Dec 31, 2019 • 21min
Everyday Buddhism 36 - Random New Year's Thoughts
2020 seems like something out of Sci-Fi. But here we are. And from my perspective—approaching my 67th birthday in a little under 2 weeks—we ARE living in what was the sci-fi from my childhood perspective. I imagine, though, that for most of my podcast listeners, how we are living today doesn't seem like sci-fi to you. It's not that new for you. It all depends on where you stand—your perspective. Here we are. From where you sit, listening to this podcast, you may be filled with hope or despair. You may have pain or feel great. You may be young or you may be old. But you are where you are. And we're all here with you. It may look different where I'm sitting, but I am here right now, just as you are. And, together, we'll enter 2020. Another year, another decade on the calendar, but if we live at the moment, we can have an awareness of just being here. With no before and after and no "room for memories or imagined futures." That is the ultimate fact and it transcends the duality of new year, old year; young person, old person; well person or sick person. Yes, everything changes and we are in motion on the horizontal time train, but, "in vertical time, everything is accessible; every possibility is restful and free."

Dec 8, 2019 • 23min
Everyday Buddhism 35 - Bodhi Day: The Light is Inside!

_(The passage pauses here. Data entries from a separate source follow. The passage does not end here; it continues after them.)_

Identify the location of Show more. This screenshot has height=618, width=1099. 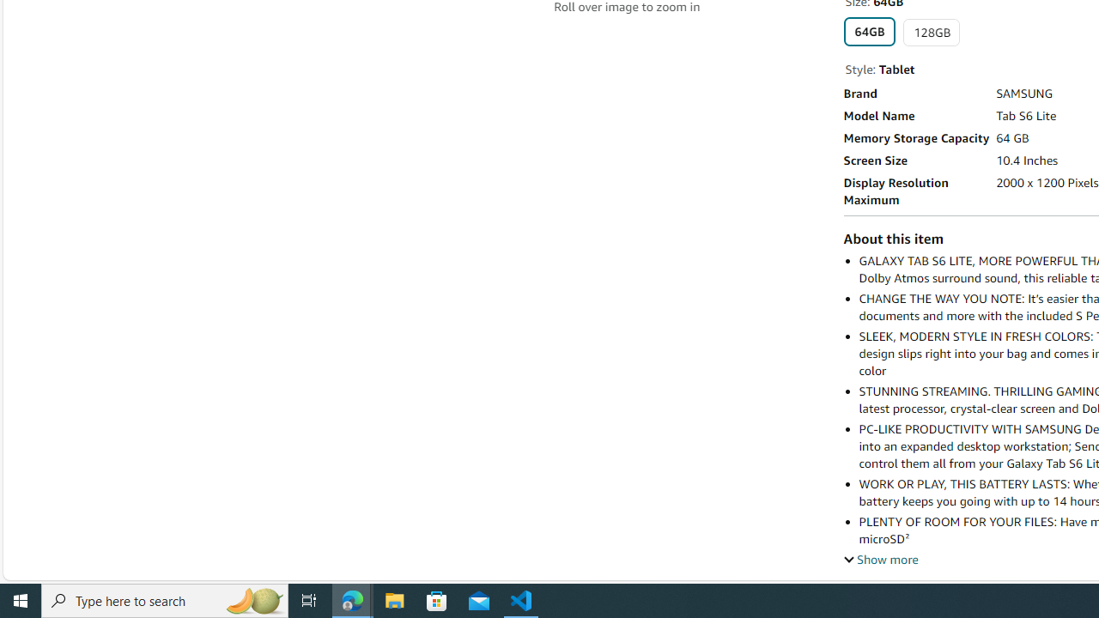
(881, 559). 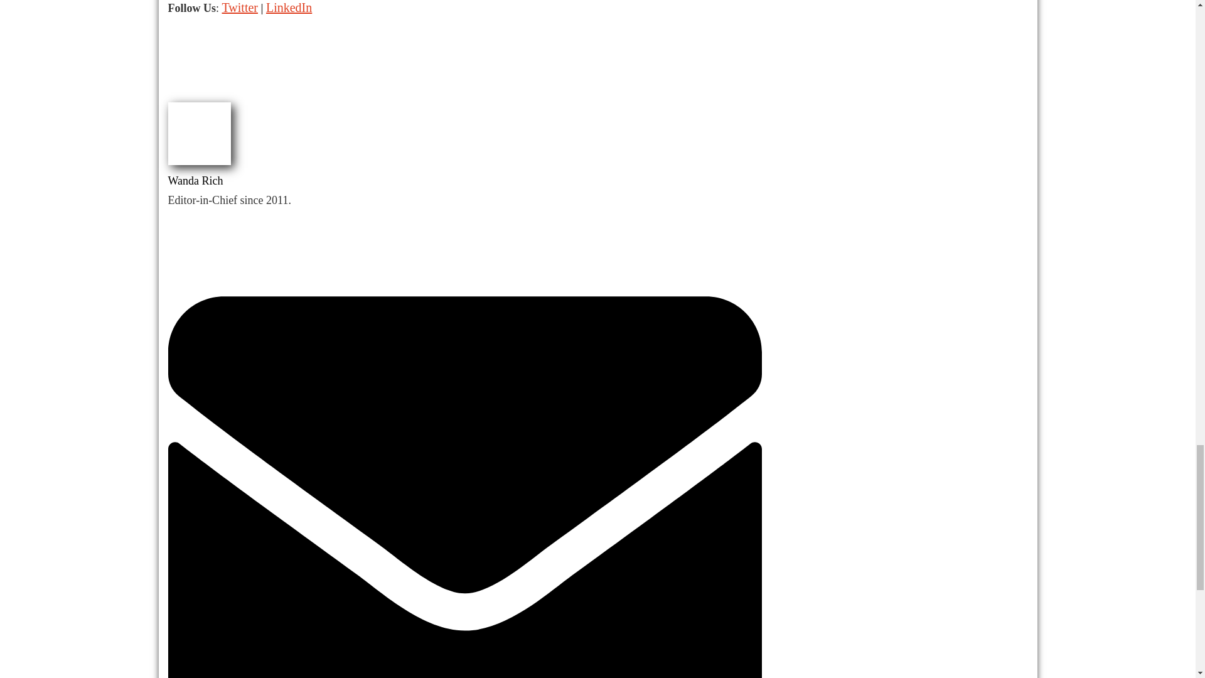 What do you see at coordinates (318, 83) in the screenshot?
I see `Share on Xing` at bounding box center [318, 83].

In this episode, we celebrate Bodhi Day, the traditional celebration of the historical Buddha Shakyamuni's enlightenment. Yet, listen as we discover how it is a celebration of our enlightenment, too. The message of the December darkness is a messenger of our own enlightenment. Without darkness, we couldn't know light. Shakyamuni's enlightenment experience is ours. He proclaimed, "I and the great earth, and all beings are naturally and simultaneously awakened." We don't chase the darkness away through external ritual or stringing lights, but by looking inside to find our own light.